Visual generative models have made enormous progress in recent years, finding applications in areas such as image enhancement, augmented reality, medical diagnostics, and creative applications. Methods like Variational Autoencoders (VAE), Generative Adversarial Networks (GAN), and diffusion models have significantly expanded the possibilities of image generation, leading to improvements in realism, diversity, and overall quality.

VAR models represent a notable paradigm shift in image generation. Instead of the conventional "next-token prediction," VAR models introduce a coarse-to-fine "next-scale prediction" approach. This allows autoregressive transformers to learn visual distributions more efficiently and outperform diffusion-based alternatives. Moreover, VAR models demonstrate robust zero-shot capabilities in tasks like image inpainting and editing.

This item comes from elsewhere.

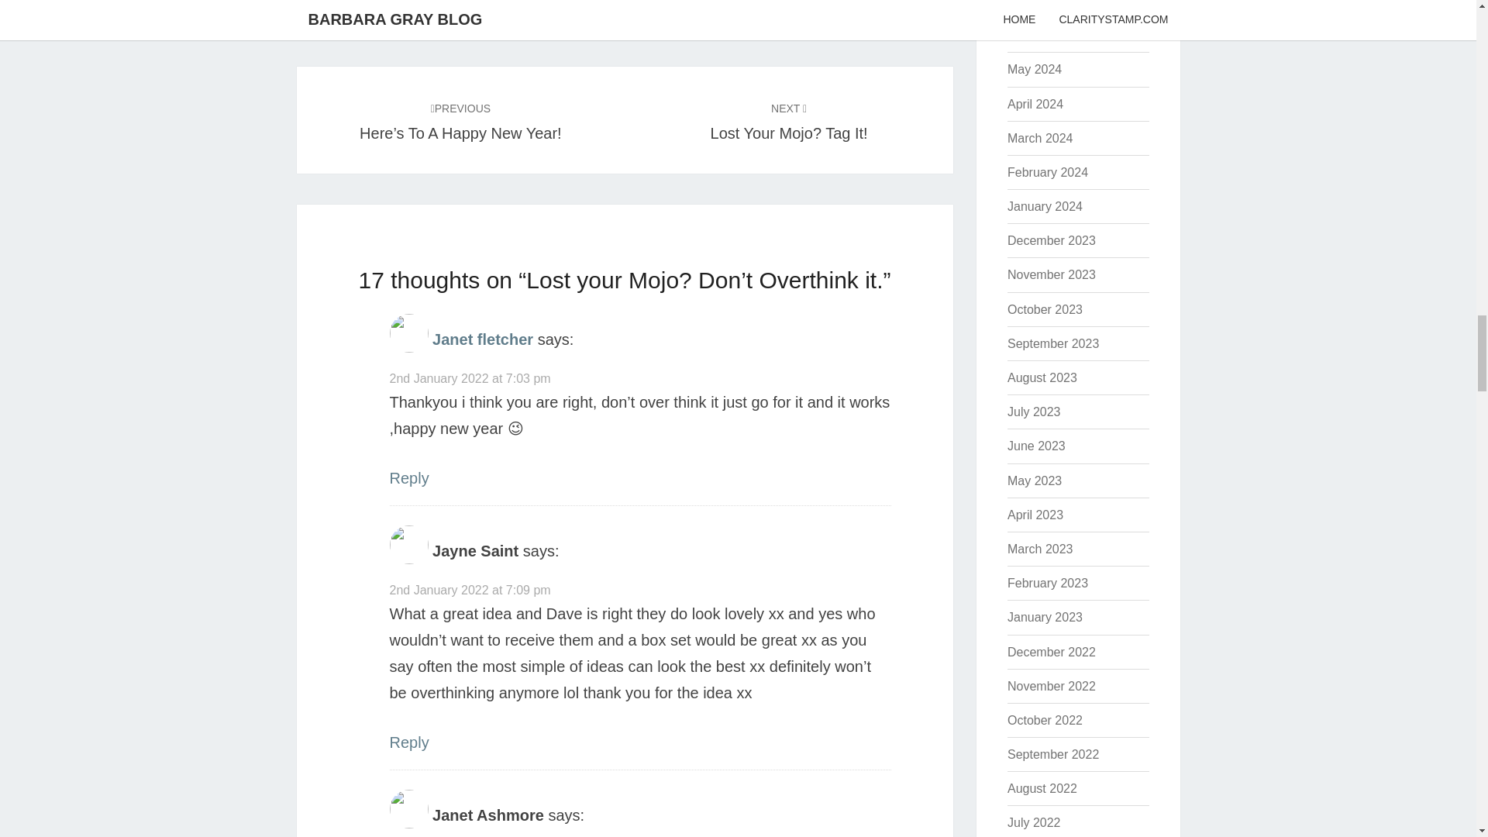 The image size is (1488, 837). Describe the element at coordinates (789, 119) in the screenshot. I see `2nd January 2022 at 7:03 pm` at that location.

Despite their strengths, there is a critical need to investigate the computational limits of VAR models and develop efficient algorithms. While VAR models represent an improvement over previous autoregressive methods, the computational complexity of O(n⁴) remains a challenge, where n is the height and width of the final (largest) VQ code map. This work investigates the computational limits and the potential for more efficient algorithms for VAR models.

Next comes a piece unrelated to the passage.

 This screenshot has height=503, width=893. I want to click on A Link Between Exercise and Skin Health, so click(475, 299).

A central question is whether VAR model computations can be performed faster than O(n⁴). This work provides a positive answer and identifies the conditions under which VAR computations can achieve sub-quadratic time complexity.

A crucial factor is the norm of the input matrices used in the attention mechanisms of VAR models. A critical threshold for this norm is established. Above this threshold, assuming the Strong Exponential Time Hypothesis (SETH) from fine-grained complexity theory, an algorithm for VAR models with sub-quartic runtime is impossible.

Specifically, two results are presented: First, if the hidden dimension d = O(log n) and the upper bound of the matrix entries R = o(log n), there exists an algorithm with a runtime of O(n²⁺ᵒ⁽¹⁾) that approximates the output of the VAR model with an additive error of 1/poly(n). Second, if d = O(log n) and R = Θ(log n), it is impossible, assuming SETH, to approximate the output of the VAR model with an additive error of 1/poly(n) in a truly sub-quartic time O(n⁴⁻ᵠ⁽¹⁾).

These results are based on a detailed analysis of the three main components of VAR models: the VAR transformer, the feature map reconstruction block, and the VQVAE decoder. By leveraging low-rank approximations guided by the derived criteria, efficient constructions are presented that support the theoretical results.

This work makes a significant contribution to the understanding of the computational efficiency of VAR models from a theoretical perspective. The presented techniques offer promising approaches for developing scalable and efficient image generation methods within the framework of VAR models. They pave the way for future research on optimizing VAR algorithms and improving their practical applicability.